St. Irenaus of Bac: A Serbian Saint for Carpatho-Rusyns (1884-1955)

A Serbian bishop, who served for a time as a bishop of the Orthodox Church in Carpatho-Russia, was canonized as a saint by the Orthodox Church of Serbia on October 2, 2022. 

The future saint was born as Ivan Chiric  in a family of priests in Sremski Karlovce, Serbia on May 1, 1884.  He was educated in his hometown and also in the city of Novi Sad.  Ivan graduated from the Moscow Theological Academy in 1906 and defended his doctoral thesis in Vienna in 1908.  Later that year he was tonsured a monk with the name “Irenaeus” and ordained deacon and then priest.  With his advanced education, Father Irenaeus became the head librarian of the Patriarchal Library and also taught at the Karlovac Seminary in the area of theology and liturgics. 

In 1919 Father Irenaeus was elected Bishop of Timok and in 1922 was transferred to the Diocese of Bac.  He had a talent for languages and was involved in translating the Scriptures and liturgical texts from Hebrew, Latin, Greek, French, Russian, German and Hungarian.  Bishop Irenaeus was especially known for his work translating the Holy Bible, especially the Old Testament, into Serbian and authored several commentaries on books of the Old Testament. 

In Carpatho-Russia

In the early years of the 20th century there was a growing movement among the Rusyn people away from the Greek Catholic Church to their ancestral Orthodox Faith.  This Greek Catholic or Uniate Church was formed from a document signed in 1646 (the Union of Uzhorod) which allowed the Orthodox people to keep their liturgical life but to accept the authority of the Pope.  This union with Rome was forced upon the people by the Hungarian authorities with the approval of many Orthodox clergy who desired the higher standard of living they would receive as Catholic priests.  Any attempt to maintain the Orthodox Faith was met with arrests, persecution and violence.  With the end of World War I and the breakup of the Austro-Hungarian Empire, the persecution eased and the Orthodox Faith revived among the people.  Many priests and bishops, especially from Serbia, aided in this flowering of Orthodoxy in the Carpathians.  Among them was the Bishop Irenaeus who became the head of this new Orthodox Church of Carpatho-Russia in 1927. 

In Serbia

Bishop Irenaus returned to Bac to aid his people who suffered greatly during World War II.  He worked tirelessly to protect and help his people and was successful in rescuing 2,800 children and 189 mothers with babies held at the Hungarian  sarvar concentration camp and in 1942 helped to establish a hospital in his diocese. 

With the ascent of the Communists to power in Serbia, Bishop Irenaeus became the target of the hatred of the new, godless government.  He was placed under house arrest for 17 months.  During the 1946 feast of the Transfiguration of the Lord as a festal procession was taking place around the church the bishop was insulted, beaten and nearly lynched by the Communists.   The bishop suffered injuries from which he never recovered.  He fell asleep in the Lord on the eve of the feast of the Annunciation in 1955 and was buried in the crypt of St. George Cathedral in Novi Sad. 

Blessed are you when they revile and persecute you, and say all kinds of evil against you falsely for My sake.  Rejoice and be exceedingly glad, for great is your reward in heaven, for so they persecuted the prophets who were before you. (Matthew 5:11-12)

His Canonization

On May 23, 2022  the Holy Synod of Bishops of the Orthodox Church of Serbia, resolved to list Bishop Irenaeus among the saints as a “Confessor of the Faith” (one who suffered for Christ).  The feastday of his remembrance was established on the anniversary of his falling asleep in the Lord:  March 24 (Gregorian Calendar) / April 6 (Julian Calendar).   

The solemn service of canonization took place at the Cathedral in Novi Sad led by His Holiness, Patriarch Porfirije of the Orthodox Church of Serbia along with dozens of bishops from around the world including Archbishop Juraj of the Diocese of Michalovce and Kosice in Slovakia.  At the Little Entrance of the Divine Liturgy, Bishop Nikodim of Dalmatia read the decree of the Holy Synod of Bishops glorifying not only St. Irenaus but also the New Martyrs of Bac.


All entries are to be copied verbatim, while the pictures stay out.

--*--

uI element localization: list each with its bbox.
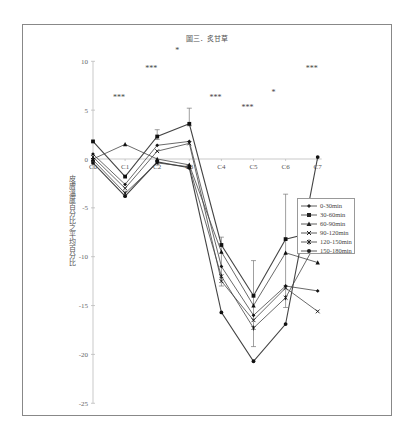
square-marker-icon [301,212,317,218]
significance-marker: * [272,88,276,97]
x-marker-icon [301,230,317,236]
x-tick-label: C1 [121,163,130,171]
y-tick-label: -25 [79,400,89,408]
significance-marker: * [175,46,179,55]
legend-item: 30-60min [301,210,354,219]
significance-marker: *** [113,93,125,102]
significance-marker: *** [209,93,221,102]
series-line [93,157,318,361]
star-marker-icon [301,239,317,245]
legend-item: 60-90min [301,219,354,228]
triangle-marker-icon [301,221,317,227]
legend-item: 90-120min [301,228,354,237]
significance-marker: *** [145,64,157,73]
y-tick-label: -20 [79,351,89,359]
x-tick-label: C4 [217,163,226,171]
circle-marker-icon [301,248,317,254]
y-tick-label: 5 [85,107,89,115]
y-tick-label: -5 [82,204,88,212]
legend-item: 120-150min [301,237,354,246]
diamond-marker-icon [301,203,317,209]
legend: 0-30min 30-60min 60-90min 90-120min 120-… [297,198,355,254]
series-line [93,124,318,296]
y-tick-label: -15 [79,302,89,310]
significance-marker: *** [242,103,254,112]
significance-marker: *** [306,64,318,73]
y-tick-label: -10 [79,253,89,261]
x-tick-label: C6 [282,163,291,171]
legend-item: 150-180min [301,246,354,255]
y-tick-label: 0 [85,156,89,164]
x-tick-label: C5 [249,163,258,171]
y-tick-label: 10 [81,58,89,66]
legend-item: 0-30min [301,201,354,210]
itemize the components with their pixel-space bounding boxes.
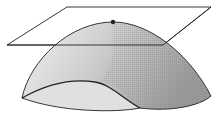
tangent-plane-diagram	[0, 0, 221, 118]
maximum-point	[111, 20, 115, 24]
tangent-plane-right-edge	[163, 7, 211, 45]
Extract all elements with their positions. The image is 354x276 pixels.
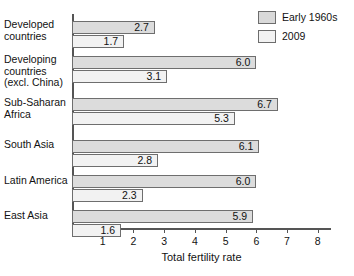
bar-value-label: 5.9 [233, 211, 253, 222]
bar-developed-countries-2009: 1.7 [72, 35, 124, 48]
x-axis-tick-label: 8 [315, 235, 321, 247]
bar-south-asia-2009: 2.8 [72, 154, 158, 167]
category-label-line: South Asia [4, 139, 72, 151]
fertility-rate-bar-chart: Early 1960s 2009 Developed countries Dev… [0, 0, 354, 276]
x-axis-tick-label: 6 [253, 235, 259, 247]
x-axis-tick [133, 228, 134, 233]
x-axis-tick-label: 2 [130, 235, 136, 247]
bar-value-label: 1.6 [100, 225, 120, 236]
category-label-line: East Asia [4, 210, 72, 222]
bar-value-label: 2.3 [122, 190, 142, 201]
bar-south-asia-early-1960s: 6.1 [72, 140, 259, 153]
category-axis-labels: Developed countries Developing countries… [0, 14, 70, 228]
bar-value-label: 2.8 [137, 155, 157, 166]
bar-value-label: 2.7 [134, 22, 154, 33]
x-axis-tick [318, 228, 319, 233]
x-axis-tick-label: 5 [223, 235, 229, 247]
bar-latin-america-early-1960s: 6.0 [72, 175, 256, 188]
x-axis-title: Total fertility rate [72, 251, 331, 263]
bar-value-label: 1.7 [104, 36, 124, 47]
category-label-developed-countries: Developed countries [4, 19, 72, 42]
plot-area: 1 2 3 4 5 6 7 8 2.7 1.7 6.0 3.1 6.7 5.3 … [72, 14, 330, 228]
category-label-line: Developing [4, 54, 72, 66]
category-label-east-asia: East Asia [4, 210, 72, 222]
bar-value-label: 6.0 [236, 176, 256, 187]
category-label-line: countries [4, 31, 72, 43]
category-label-line: (excl. China) [4, 77, 72, 89]
bar-value-label: 5.3 [214, 113, 234, 124]
x-axis-tick-label: 7 [284, 235, 290, 247]
x-axis-tick [287, 228, 288, 233]
category-label-line: Latin America [4, 175, 72, 187]
x-axis-tick-label: 3 [161, 235, 167, 247]
category-label-line: Sub-Saharan [4, 97, 72, 109]
bar-latin-america-2009: 2.3 [72, 189, 143, 202]
category-label-line: Africa [4, 109, 72, 121]
category-label-south-asia: South Asia [4, 139, 72, 151]
bar-value-label: 6.7 [257, 99, 277, 110]
category-label-sub-saharan-africa: Sub-Saharan Africa [4, 97, 72, 120]
bar-sub-saharan-africa-early-1960s: 6.7 [72, 98, 278, 111]
bar-developed-countries-early-1960s: 2.7 [72, 21, 155, 34]
x-axis-tick [195, 228, 196, 233]
x-axis-tick [226, 228, 227, 233]
bar-value-label: 6.1 [239, 141, 259, 152]
category-label-latin-america: Latin America [4, 175, 72, 187]
category-label-developing-countries: Developing countries (excl. China) [4, 54, 72, 89]
bar-developing-countries-2009: 3.1 [72, 70, 167, 83]
bar-value-label: 3.1 [147, 71, 167, 82]
category-label-line: Developed [4, 19, 72, 31]
bar-sub-saharan-africa-2009: 5.3 [72, 112, 235, 125]
bar-east-asia-2009: 1.6 [72, 224, 121, 237]
x-axis-tick-label: 4 [192, 235, 198, 247]
x-axis-tick [256, 228, 257, 233]
bar-east-asia-early-1960s: 5.9 [72, 210, 253, 223]
bar-value-label: 6.0 [236, 57, 256, 68]
x-axis-tick [164, 228, 165, 233]
bar-developing-countries-early-1960s: 6.0 [72, 56, 256, 69]
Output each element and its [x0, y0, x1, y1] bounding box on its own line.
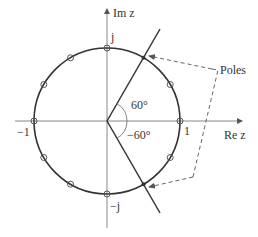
tick-neg-imag: −j	[110, 199, 120, 213]
poles-label: Poles	[220, 63, 246, 77]
pole-marker-upper	[142, 56, 146, 60]
angle-arc-60	[117, 104, 127, 121]
angle-label-60: 60°	[131, 98, 148, 112]
real-axis-label: Re z	[224, 128, 246, 142]
tick-neg-real: −1	[17, 125, 30, 139]
angle-arc-minus-60	[117, 121, 127, 138]
z-plane-diagram: Im z Re z j −j 1 −1 60° −60° Poles	[0, 0, 258, 237]
angle-label-minus-60: −60°	[127, 128, 151, 142]
imag-axis-label: Im z	[113, 6, 135, 20]
pole-marker-lower	[142, 182, 146, 186]
tick-pos-imag: j	[110, 30, 114, 44]
tick-pos-real: 1	[184, 124, 190, 138]
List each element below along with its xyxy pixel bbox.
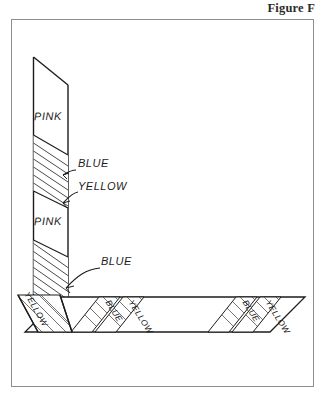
wall-label-yellow-upper: YELLOW xyxy=(78,180,127,192)
wall-label-blue-upper: BLUE xyxy=(78,157,109,169)
technical-drawing xyxy=(0,0,333,406)
wall-label-pink-upper: PINK xyxy=(34,110,62,122)
callout-arrow-blue-lower xyxy=(66,268,100,293)
wall-label-blue-lower: BLUE xyxy=(101,255,132,267)
figure-container: Figure F xyxy=(0,0,333,406)
wall-label-pink-lower: PINK xyxy=(34,215,62,227)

--*--

• Expected answer:
uI element localization: list each with its bbox.
square-marker-icon [301,212,317,218]
significance-marker: * [272,88,276,97]
x-marker-icon [301,230,317,236]
x-tick-label: C1 [121,163,130,171]
y-tick-label: -25 [79,400,89,408]
significance-marker: * [175,46,179,55]
legend-item: 30-60min [301,210,354,219]
significance-marker: *** [113,93,125,102]
significance-marker: *** [209,93,221,102]
series-line [93,157,318,361]
star-marker-icon [301,239,317,245]
legend-item: 60-90min [301,219,354,228]
triangle-marker-icon [301,221,317,227]
legend-item: 90-120min [301,228,354,237]
significance-marker: *** [145,64,157,73]
y-tick-label: -20 [79,351,89,359]
x-tick-label: C4 [217,163,226,171]
circle-marker-icon [301,248,317,254]
y-tick-label: 5 [85,107,89,115]
y-tick-label: -5 [82,204,88,212]
legend-item: 120-150min [301,237,354,246]
diamond-marker-icon [301,203,317,209]
legend: 0-30min 30-60min 60-90min 90-120min 120-… [297,198,355,254]
series-line [93,124,318,296]
y-tick-label: -15 [79,302,89,310]
significance-marker: *** [242,103,254,112]
significance-marker: *** [306,64,318,73]
y-tick-label: -10 [79,253,89,261]
x-tick-label: C6 [282,163,291,171]
legend-item: 150-180min [301,246,354,255]
y-tick-label: 0 [85,156,89,164]
x-tick-label: C5 [249,163,258,171]
y-tick-label: 10 [81,58,89,66]
legend-item: 0-30min [301,201,354,210]
itemize the components with their pixel-space bounding boxes.
tangent-plane-diagram	[0, 0, 221, 118]
maximum-point	[111, 20, 115, 24]
tangent-plane-right-edge	[163, 7, 211, 45]
Extract all elements with their positions. The image is 354x276 pixels.
bar-value-label: 5.9 [233, 211, 253, 222]
bar-developed-countries-2009: 1.7 [72, 35, 124, 48]
x-axis-tick-label: 8 [315, 235, 321, 247]
bar-south-asia-2009: 2.8 [72, 154, 158, 167]
category-label-line: South Asia [4, 139, 72, 151]
fertility-rate-bar-chart: Early 1960s 2009 Developed countries Dev… [0, 0, 354, 276]
x-axis-tick-label: 6 [253, 235, 259, 247]
x-axis-tick [133, 228, 134, 233]
x-axis-tick-label: 2 [130, 235, 136, 247]
bar-value-label: 1.6 [100, 225, 120, 236]
category-label-line: East Asia [4, 210, 72, 222]
bar-value-label: 2.3 [122, 190, 142, 201]
bar-south-asia-early-1960s: 6.1 [72, 140, 259, 153]
category-axis-labels: Developed countries Developing countries… [0, 14, 70, 228]
bar-value-label: 2.8 [137, 155, 157, 166]
bar-value-label: 2.7 [134, 22, 154, 33]
x-axis-tick [318, 228, 319, 233]
x-axis-tick-label: 5 [223, 235, 229, 247]
bar-latin-america-early-1960s: 6.0 [72, 175, 256, 188]
x-axis-title: Total fertility rate [72, 251, 331, 263]
bar-value-label: 1.7 [104, 36, 124, 47]
category-label-developed-countries: Developed countries [4, 19, 72, 42]
plot-area: 1 2 3 4 5 6 7 8 2.7 1.7 6.0 3.1 6.7 5.3 … [72, 14, 330, 228]
category-label-line: Developing [4, 54, 72, 66]
category-label-east-asia: East Asia [4, 210, 72, 222]
bar-value-label: 6.0 [236, 176, 256, 187]
category-label-line: countries [4, 31, 72, 43]
category-label-line: (excl. China) [4, 77, 72, 89]
bar-value-label: 5.3 [214, 113, 234, 124]
x-axis-tick-label: 7 [284, 235, 290, 247]
x-axis-tick [287, 228, 288, 233]
category-label-line: Latin America [4, 175, 72, 187]
x-axis-tick-label: 3 [161, 235, 167, 247]
category-label-line: Sub-Saharan [4, 97, 72, 109]
bar-latin-america-2009: 2.3 [72, 189, 143, 202]
category-label-line: Africa [4, 109, 72, 121]
category-label-south-asia: South Asia [4, 139, 72, 151]
bar-value-label: 6.7 [257, 99, 277, 110]
category-label-sub-saharan-africa: Sub-Saharan Africa [4, 97, 72, 120]
bar-sub-saharan-africa-early-1960s: 6.7 [72, 98, 278, 111]
bar-developed-countries-early-1960s: 2.7 [72, 21, 155, 34]
x-axis-tick [195, 228, 196, 233]
x-axis-tick [226, 228, 227, 233]
bar-value-label: 6.1 [239, 141, 259, 152]
category-label-latin-america: Latin America [4, 175, 72, 187]
category-label-developing-countries: Developing countries (excl. China) [4, 54, 72, 89]
bar-developing-countries-2009: 3.1 [72, 70, 167, 83]
bar-value-label: 3.1 [147, 71, 167, 82]
category-label-line: Developed [4, 19, 72, 31]
bar-sub-saharan-africa-2009: 5.3 [72, 112, 235, 125]
bar-east-asia-2009: 1.6 [72, 224, 121, 237]
x-axis-tick-label: 4 [192, 235, 198, 247]
x-axis-tick [256, 228, 257, 233]
bar-east-asia-early-1960s: 5.9 [72, 210, 253, 223]
bar-value-label: 6.0 [236, 57, 256, 68]
x-axis-tick [164, 228, 165, 233]
bar-developing-countries-early-1960s: 6.0 [72, 56, 256, 69]
Output each element and its [x0, y0, x1, y1] bounding box on its own line.
tick-neg-imag: −j	[110, 199, 120, 213]
poles-label: Poles	[220, 63, 246, 77]
pole-marker-upper	[142, 56, 146, 60]
angle-arc-60	[117, 104, 127, 121]
angle-label-60: 60°	[131, 98, 148, 112]
real-axis-label: Re z	[224, 128, 246, 142]
tick-neg-real: −1	[17, 125, 30, 139]
angle-arc-minus-60	[117, 121, 127, 138]
z-plane-diagram: Im z Re z j −j 1 −1 60° −60° Poles	[0, 0, 258, 237]
angle-label-minus-60: −60°	[127, 128, 151, 142]
imag-axis-label: Im z	[113, 6, 135, 20]
pole-marker-lower	[142, 182, 146, 186]
tick-pos-imag: j	[110, 30, 114, 44]
tick-pos-real: 1	[184, 124, 190, 138]
List each element below along with its xyxy pixel bbox.
wall-label-yellow-upper: YELLOW xyxy=(78,180,127,192)
wall-label-blue-upper: BLUE xyxy=(78,157,109,169)
technical-drawing xyxy=(0,0,333,406)
wall-label-pink-upper: PINK xyxy=(34,110,62,122)
callout-arrow-blue-lower xyxy=(66,268,100,293)
wall-label-blue-lower: BLUE xyxy=(101,255,132,267)
figure-container: Figure F xyxy=(0,0,333,406)
wall-label-pink-lower: PINK xyxy=(34,215,62,227)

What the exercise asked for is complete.